PETER KAFKA: Look, the difference, right, is that there is going to be nearly infinite options for these kids. They have them now, they will continue to have them. So if it turns out you like Ryan Higa, maybe that’s what you like, and you don't need to sort of upscale your ambitions and tastes or such.
[OVERTALK]
BROOKE GLADSTONE: No, no, that’s – that’s nonsense. I loved Top Cat growing up. That doesn't mean – well, maybe I would check out Top Cat occasionally, if it was around, but my tastes have changed since I was 12.
PETER KAFKA: I think that you are forgetting – and I tend to forget, and I think people who listen to this show tend to forget – that what we consider valuable and good is probably a pretty small slice of what’s popular. I can’t imagine a large part of your audience is watching Honey Boo-Boo.

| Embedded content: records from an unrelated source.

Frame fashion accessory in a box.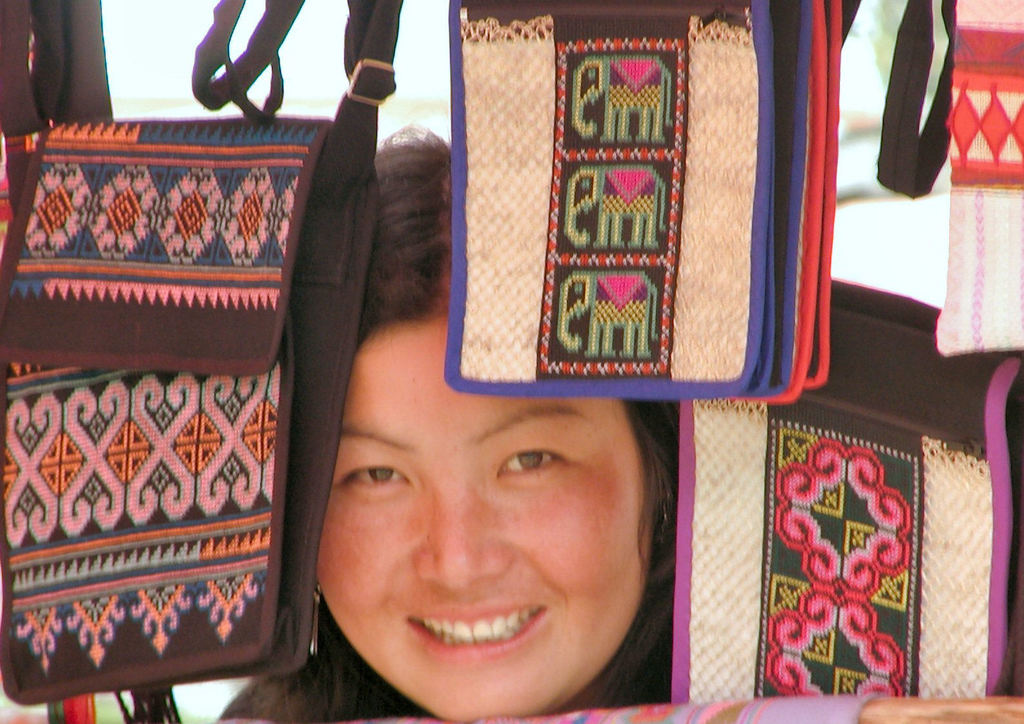
{"x1": 666, "y1": 270, "x2": 1023, "y2": 723}.
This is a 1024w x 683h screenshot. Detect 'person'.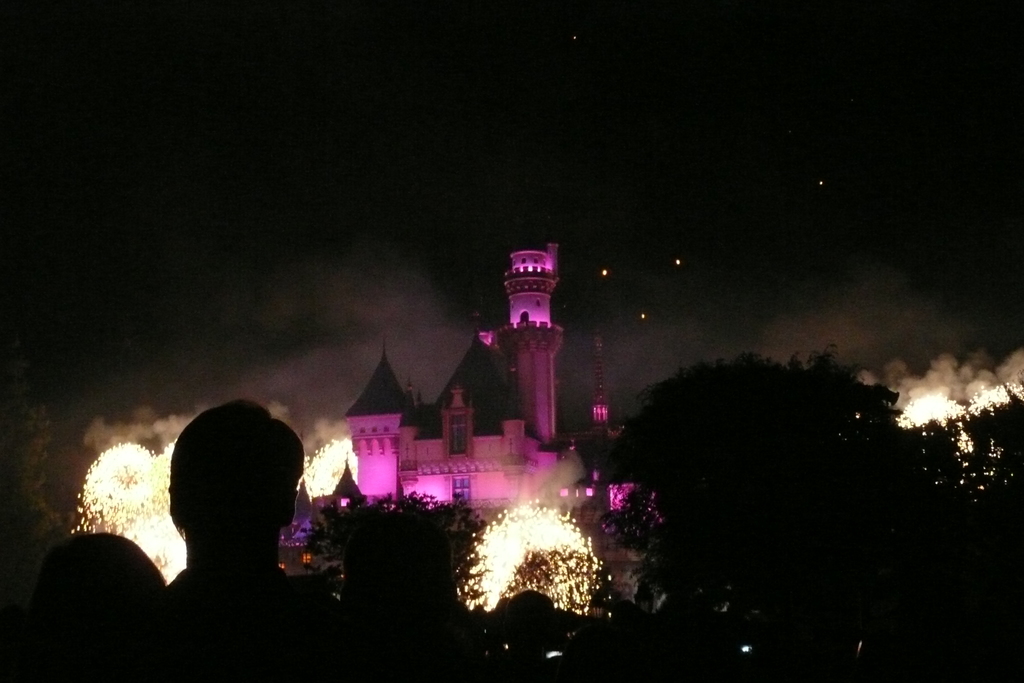
31, 531, 168, 682.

There’s a show called Duck Dynasty - it’s the most popular thing on TV right now, more popular than network programming.
BROOKE GLADSTONE: But are you suggesting that popular taste now is more debased than it was 20 years ago, that with all of these possibilities the stuff at the high end is gonna suffer?

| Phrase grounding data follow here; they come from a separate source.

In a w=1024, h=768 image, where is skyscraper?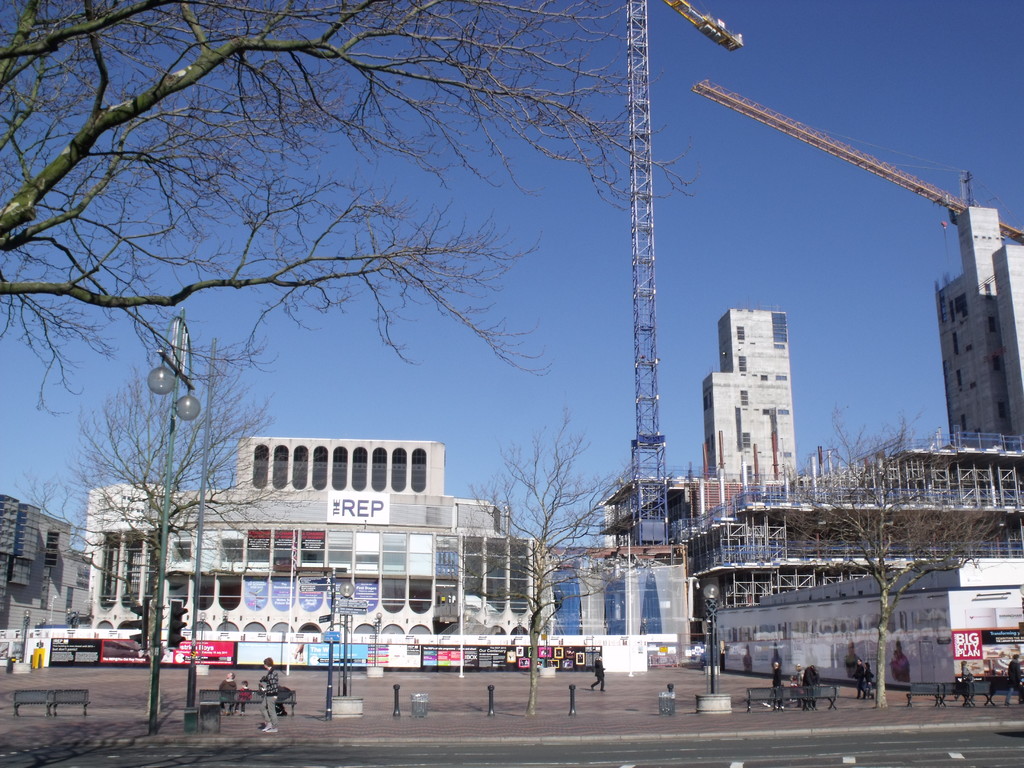
(left=717, top=298, right=817, bottom=485).
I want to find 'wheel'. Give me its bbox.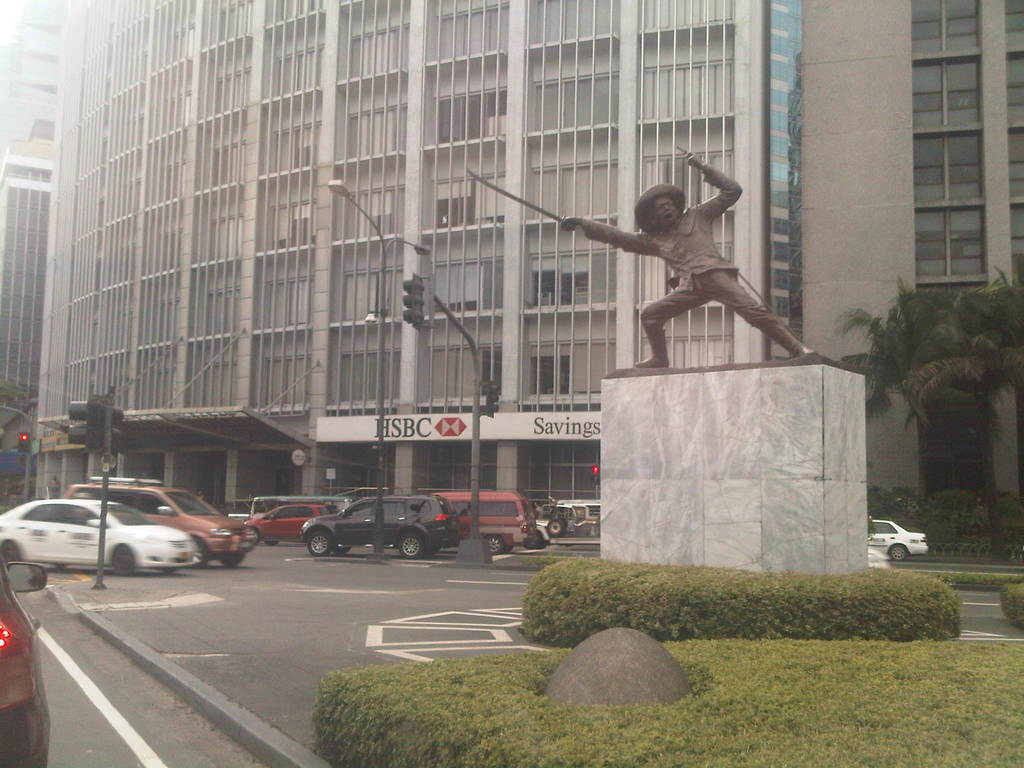
select_region(189, 531, 212, 572).
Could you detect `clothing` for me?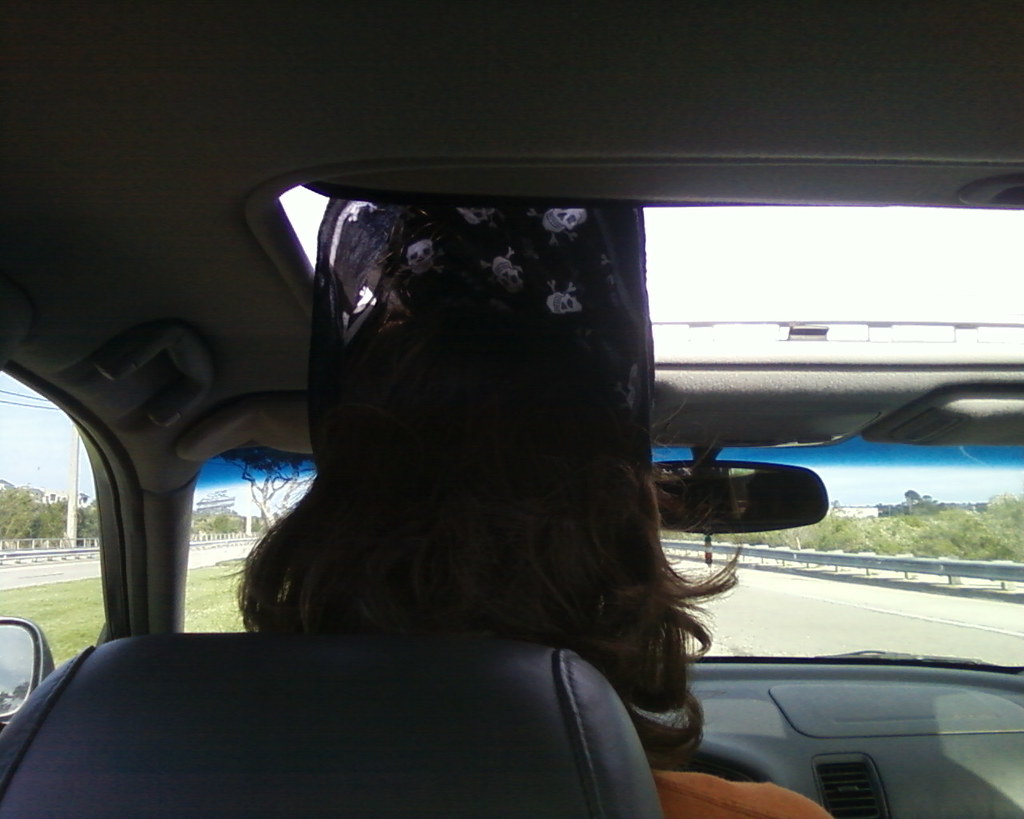
Detection result: box(650, 754, 832, 818).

PETER KAFKA: The question is will the 12-year-old of today pay some amount of money per month to get something like Game of Thrones 10 or 20 years from now? Or will they be content to watch just whatever slop sort of washes over them from YouTube?
BROOKE GLADSTONE: So let me throw the big question at you: There’s so much great stuff out there. Is this something that we can continue to see? Or is it, as Bob suggests, a supernova, a big beautiful explosion before fewer dollars inevitably lead to a descent into the shoddy? What do you think?
PETER KAFKA: Eh, can I – can I hedge?
BROOKE GLADSTONE: No.
PETER KAFKA: Look, the economic model that allows Madmen to exist today is going to go away. It allows a channel like AMC, which has an audience of whatever, gets a subscription fee from all of them, whether or not they’re watching it, sells ads and allows them to spend a bunch of money on a show they’ve never seen before called Madmen and put it out there, that's gonna go away. Either John McCain is gonna legislate it away.
BROOKE GLADSTONE: On Thursday, John McCain offered a bill that would force cable to unbundle their offerings. It's not likely to fly.
PETER KAFKA: Probably not gonna happen. What‘s probably going to happen, more realistically, is eventually consumers are just gonna stop paying for this stuff, again, over a long period of time. Look, I think people are still going to value individual bits of content. There's an enormous amount of options there. The audience atomizes, right, so what’s valuable to you is not valuable to me. So it’s a smaller amount of money to make each individual thing. But if we care enough about it, we’ll pay for it.
BROOKE GLADSTONE: So you’re feeling good?
PETER KAFKA: I’m feeling good. But look at what's on the cable dial, hour after hour, day after day. There's a lot of reruns, there’s a lot of reality shows, there’s a lot of sub-reality shows, there are a lot of infomercials. If you end up replicating that world, where there's a handful of really good things online and a bunch of crap, you’re replicating TV and it’s not a terrible thing.
BROOKE GLADSTONE: Thank you.
PETER KAFKA: Thank you.
BROOKE GLADSTONE: Peter Kafka is a senior editor at All Things Digital, AllThingsD.com.